I have broken a few parts on the car.  The slipper spring also tends to wear out in this car – it’s a common problem with all of the 22 cars, the spring is just kind of weak.  Not that big a deal in spec classes, but with a mod motor you need to crank it down significantly.  I have also stripped a front and rear camber block, so I recommend you use longish ballstuds and put grub screws in the holes next to the ones you use.  This helps keep the ballstuds from ripping through the holes in a crash.

Value: 9

At
$299, the truck is a pretty good value, especially considering you get all of the parts to go mid or rear motor.  Nobody really drives the car rear motor, so I’m not sure that value is fully realized as opposed to the T5M which costs $20 less.  But the parts are high quality, the shocks are second to none, and you get a lot in the box.

Support: 8

TLR support is good, Frank Root has a strong online presence and will provide a lot of information to racers.  It’s not as strong as Associated (nobody’s is!), but it’s probably the second most amount of information you get out.

Dislikes

I find the build of the car a little fiddly, and the 4-gear transmission is a bummer, but the car drives awesome and handles amazingly.  The slipper is not as good as the Associated one IMO and can be frustrating for newer drivers.  I had a lot of issues with my 22SCT slipper, but the 22T is lighter and with a spec motor not a big deal.
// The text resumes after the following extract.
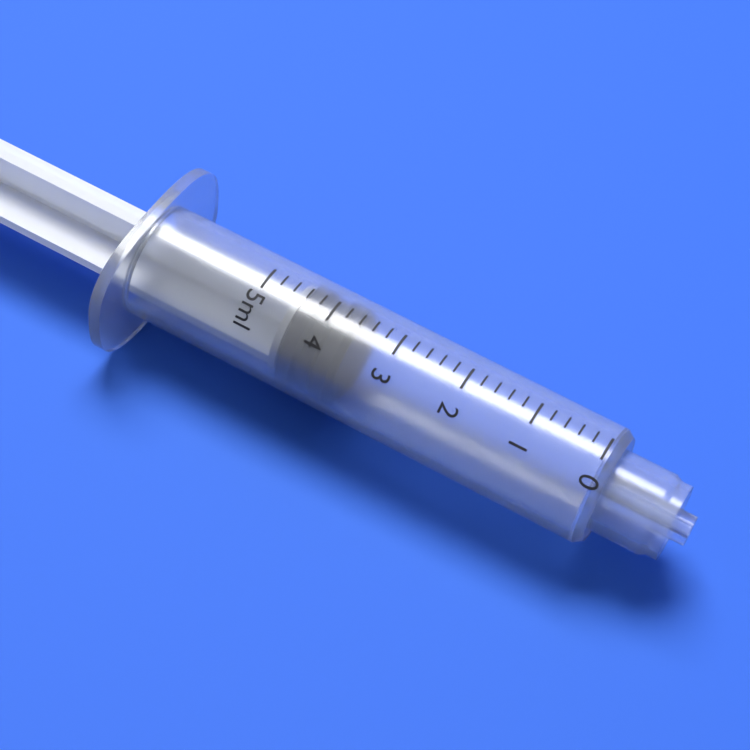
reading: 3.6 ml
I also find the steering to develop slop a bit quickly IMO.  Crashing a lot doesn’t help, but the plastics do tend to wear out a bit quicker than Associated in my experience.

Conclusion

The car is a very easy and forgiving car to drive, it’s a good value, and is definitely capable of winning races.  My 11-y.o. son finds it easier to drive than my Slash, even though it’s 2WD.  It just a very smooth and predictable car.
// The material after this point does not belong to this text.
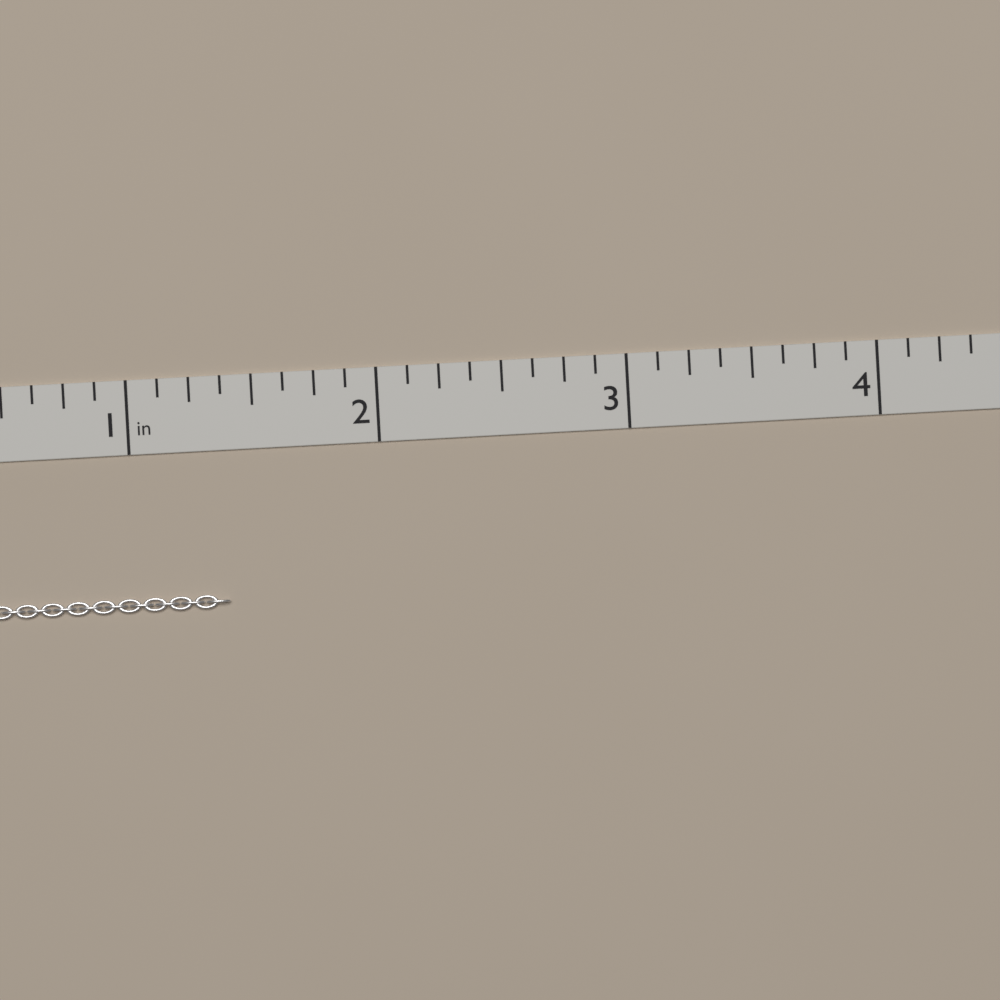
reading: 1.375 in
I’ve driven a well setup T5M and find the T5M to be more of an aggressive, quicker steering vehicle, while the 22T 2.0 is more a smooth, easy to drive vehicle.  They have different personalities, and you really can’t go wrong with either of them depending on what you’re looking for.

Recommended.

Saturday, January 2, 2016

Sportsman

With the holidays in full swing, I was able to get out for another race.  This time I decided to race the B5M and the 22T2.0 in 17.5 and 13.5 classes on a very busy night at the local track.
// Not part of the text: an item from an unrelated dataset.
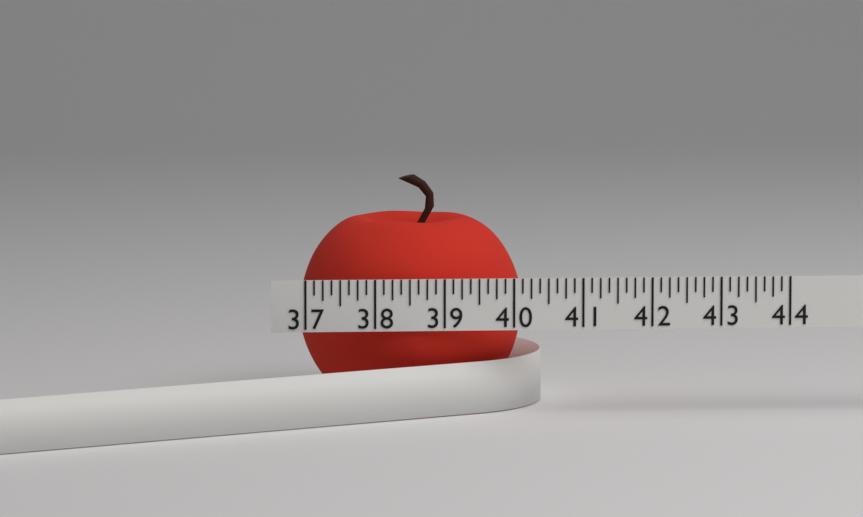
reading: 40.250 (no unit)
To my horror, when I got to the track I realized they had changed the layout and I had no time on the new layout at all.  I got in maybe 10-15 laps with the cars to make sure everything worked, then went straight into qualifying.

It was pretty tough driving the Losi, I don’t drive it much and the setup is not quite there (mostly tire issues I think).  I basically qualified last and entered the B-main in last and finished one ahead of a guy who crashed and popped a ballcup.  Not a great result and shows I definitely need to get some more practice and setup time with the truck.

Things went much better with the B5M lite.  First qualifier I TQ’d, the second one I nose-planted off the start (lol!) and started the A-main 3rd.  The race went pretty smoothly, I had to be turn-marshalled twice, but finished on the podium.  Pretty happy with my result, this was actually my first official Sportsman race.  The previous one I qualified too high and had to race Expert, lol.